As inflation tests the upper limit of the RBI’s band in October-December, the clamour for an immediate hike is set to grow. But it’s important to bear in mind the unfavourable base effect at play here—October 2025 CPI inflation printed 0.04%, and the October-December average was 0.6%. Also, isolate the pump price hike in petrol and diesel and the import duty hike in gold, together adding about 30-35 bps to the headline. To add to this, we can’t entirely dismiss the possibility of a partial rollback of petrol and diesel price hikes by then, should global crude oil prices move forward—December Brent contract at $79 a barrel—removing some overhang from quarterly inflation prints.
So, if MPC is okay to look through this, why hike at all? As the fog settles, the economy reprices higher costs, margin compression for corporates is behind us, inflation genuinely breaches the 4% target, we expect the first hike in February 2027, with the balance of risks in favour of further delay to April and see 50 bps of hikes in January–June 2027, with a 4.7% CPI inflation forecast for 2027-28.
If they have to hike then, why not now? Too much uncertainty still – an energy shock has growth implications apart from inflation ramifications. Responding to the latter in a rush may cloud assessment of the former. As this settles, hopefully, hiking rates while maintaining a 1% real rate looks about right, and hence the 50 bps hike estimate.
El Niño and Hikes
El Niño will affect rainfall, sowing and potentially harvests. But buffer stocks for rice and wheat may prevent this potential supply shock from translating into a price shock.
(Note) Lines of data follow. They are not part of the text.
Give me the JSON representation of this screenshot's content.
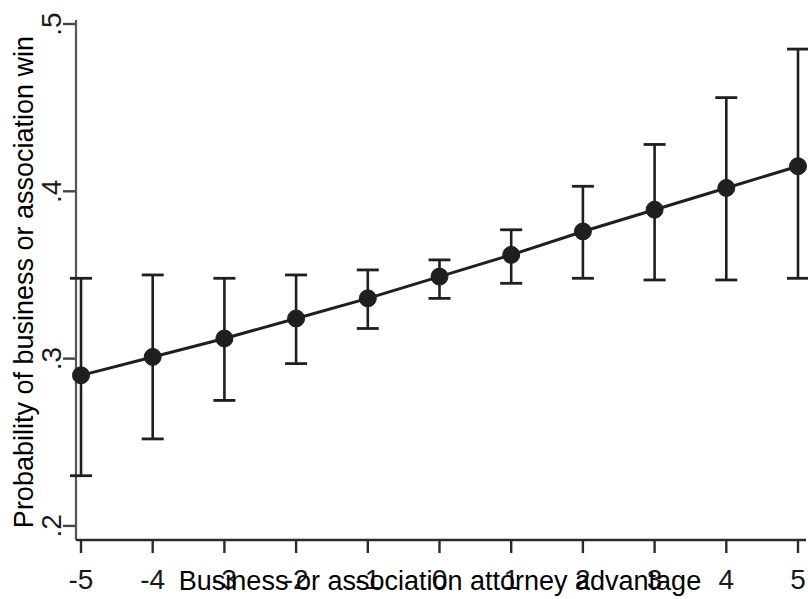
{
  "chart_data": {
    "type": "line",
    "title": "",
    "xlabel": "Business or association attorney advantage",
    "ylabel": "Probability of business or association win",
    "x": [
      -5,
      -4,
      -3,
      -2,
      -1,
      0,
      1,
      2,
      3,
      4,
      5
    ],
    "xtick_labels": [
      "-5",
      "-4",
      "-3",
      "-2",
      "-1",
      "0",
      "1",
      "2",
      "3",
      "4",
      "5"
    ],
    "ytick_labels": [
      ".5",
      ".4",
      ".3",
      ".2"
    ],
    "ytick_values": [
      0.5,
      0.4,
      0.3,
      0.2
    ],
    "xlim": [
      -5.35,
      5.35
    ],
    "ylim": [
      0.2,
      0.5
    ],
    "grid": false,
    "legend": null,
    "series": [
      {
        "name": "Predicted probability",
        "marker": "filled-circle",
        "color": "#1f1f1f",
        "values": [
          0.29,
          0.301,
          0.312,
          0.324,
          0.336,
          0.349,
          0.362,
          0.376,
          0.389,
          0.402,
          0.415
        ],
        "error_bars": {
          "style": "capped-vertical",
          "lower": [
            0.23,
            0.252,
            0.275,
            0.297,
            0.318,
            0.336,
            0.345,
            0.348,
            0.347,
            0.347,
            0.348
          ],
          "upper": [
            0.348,
            0.35,
            0.348,
            0.35,
            0.353,
            0.359,
            0.377,
            0.403,
            0.428,
            0.456,
            0.485
          ]
        }
      }
    ]
  },
  "axes": {
    "x_axis_name": "x-axis",
    "y_axis_name": "y-axis"
  }
}
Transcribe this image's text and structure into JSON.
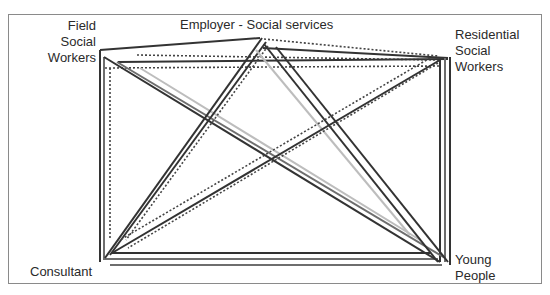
{
  "diagram": {
    "nodes": [
      {
        "id": "employer",
        "label": "Employer - Social services",
        "x": 262,
        "y": 38
      },
      {
        "id": "field",
        "label": "Field\nSocial\nWorkers",
        "x": 100,
        "y": 55
      },
      {
        "id": "residential",
        "label": "Residential\nSocial\nWorkers",
        "x": 448,
        "y": 60
      },
      {
        "id": "consultant",
        "label": "Consultant",
        "x": 103,
        "y": 262
      },
      {
        "id": "young",
        "label": "Young\nPeople",
        "x": 448,
        "y": 263
      }
    ],
    "labels": {
      "employer": "Employer - Social services",
      "field_line1": "Field",
      "field_line2": "Social",
      "field_line3": "Workers",
      "residential_line1": "Residential",
      "residential_line2": "Social",
      "residential_line3": "Workers",
      "consultant": "Consultant",
      "young_line1": "Young",
      "young_line2": "People"
    },
    "line_styles": {
      "dark": "#333333",
      "mid": "#6e6e6e",
      "light": "#bdbdbd",
      "dotted": "#444444"
    },
    "lines": [
      {
        "x1": 100,
        "y1": 50,
        "x2": 260,
        "y2": 38,
        "style": "dark"
      },
      {
        "x1": 264,
        "y1": 39,
        "x2": 438,
        "y2": 56,
        "style": "dotted"
      },
      {
        "x1": 137,
        "y1": 55,
        "x2": 440,
        "y2": 60,
        "style": "dotted"
      },
      {
        "x1": 118,
        "y1": 62,
        "x2": 448,
        "y2": 59,
        "style": "dark"
      },
      {
        "x1": 105,
        "y1": 68,
        "x2": 440,
        "y2": 66,
        "style": "dotted"
      },
      {
        "x1": 263,
        "y1": 48,
        "x2": 448,
        "y2": 58,
        "style": "dark"
      },
      {
        "x1": 100,
        "y1": 50,
        "x2": 100,
        "y2": 262,
        "style": "dark"
      },
      {
        "x1": 104,
        "y1": 57,
        "x2": 104,
        "y2": 260,
        "style": "mid"
      },
      {
        "x1": 110,
        "y1": 68,
        "x2": 110,
        "y2": 240,
        "style": "dotted"
      },
      {
        "x1": 440,
        "y1": 60,
        "x2": 440,
        "y2": 262,
        "style": "dark"
      },
      {
        "x1": 445,
        "y1": 58,
        "x2": 445,
        "y2": 262,
        "style": "mid"
      },
      {
        "x1": 450,
        "y1": 57,
        "x2": 450,
        "y2": 265,
        "style": "dark"
      },
      {
        "x1": 112,
        "y1": 253,
        "x2": 430,
        "y2": 253,
        "style": "dark"
      },
      {
        "x1": 105,
        "y1": 259,
        "x2": 438,
        "y2": 259,
        "style": "mid"
      },
      {
        "x1": 110,
        "y1": 265,
        "x2": 442,
        "y2": 265,
        "style": "mid"
      },
      {
        "x1": 104,
        "y1": 57,
        "x2": 440,
        "y2": 262,
        "style": "dark"
      },
      {
        "x1": 117,
        "y1": 62,
        "x2": 445,
        "y2": 258,
        "style": "mid"
      },
      {
        "x1": 140,
        "y1": 68,
        "x2": 420,
        "y2": 240,
        "style": "light"
      },
      {
        "x1": 262,
        "y1": 38,
        "x2": 105,
        "y2": 258,
        "style": "dark"
      },
      {
        "x1": 266,
        "y1": 42,
        "x2": 110,
        "y2": 255,
        "style": "dark"
      },
      {
        "x1": 268,
        "y1": 46,
        "x2": 126,
        "y2": 240,
        "style": "dotted"
      },
      {
        "x1": 264,
        "y1": 44,
        "x2": 438,
        "y2": 262,
        "style": "dark"
      },
      {
        "x1": 276,
        "y1": 47,
        "x2": 448,
        "y2": 262,
        "style": "dark"
      },
      {
        "x1": 256,
        "y1": 50,
        "x2": 410,
        "y2": 235,
        "style": "light"
      },
      {
        "x1": 440,
        "y1": 60,
        "x2": 112,
        "y2": 253,
        "style": "dark"
      },
      {
        "x1": 430,
        "y1": 58,
        "x2": 120,
        "y2": 240,
        "style": "dotted"
      },
      {
        "x1": 438,
        "y1": 63,
        "x2": 128,
        "y2": 248,
        "style": "dotted"
      }
    ]
  }
}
Latest food stocks statistics show 5x versus norm for rice and 2x for wheat, and we expect the government to offload these in markets should a supply shock materialise.
NAFED may choose to do the same for pulses if the situation warrants. Indeed, the sowing situation so far is concerning, and unless rains pick up materially between now and end-August, the outlook for the kharif harvest will become bleaker, and that’s a risk demanding attention. Food inflation is set to rise for reasons beyond foodgrains, and as that happens, we expect a repeat of 2023-2024 – look through the price spike in perishables as they have a shorter turnaround time and lower tendency to generalise.
It’s a tough spot — persistence of re-escalation, El Niño intensification, rising inflation prints, oil rebound. Hence, sticking to the prudence playbook by staying put is possibly the best thing to do in the August meeting.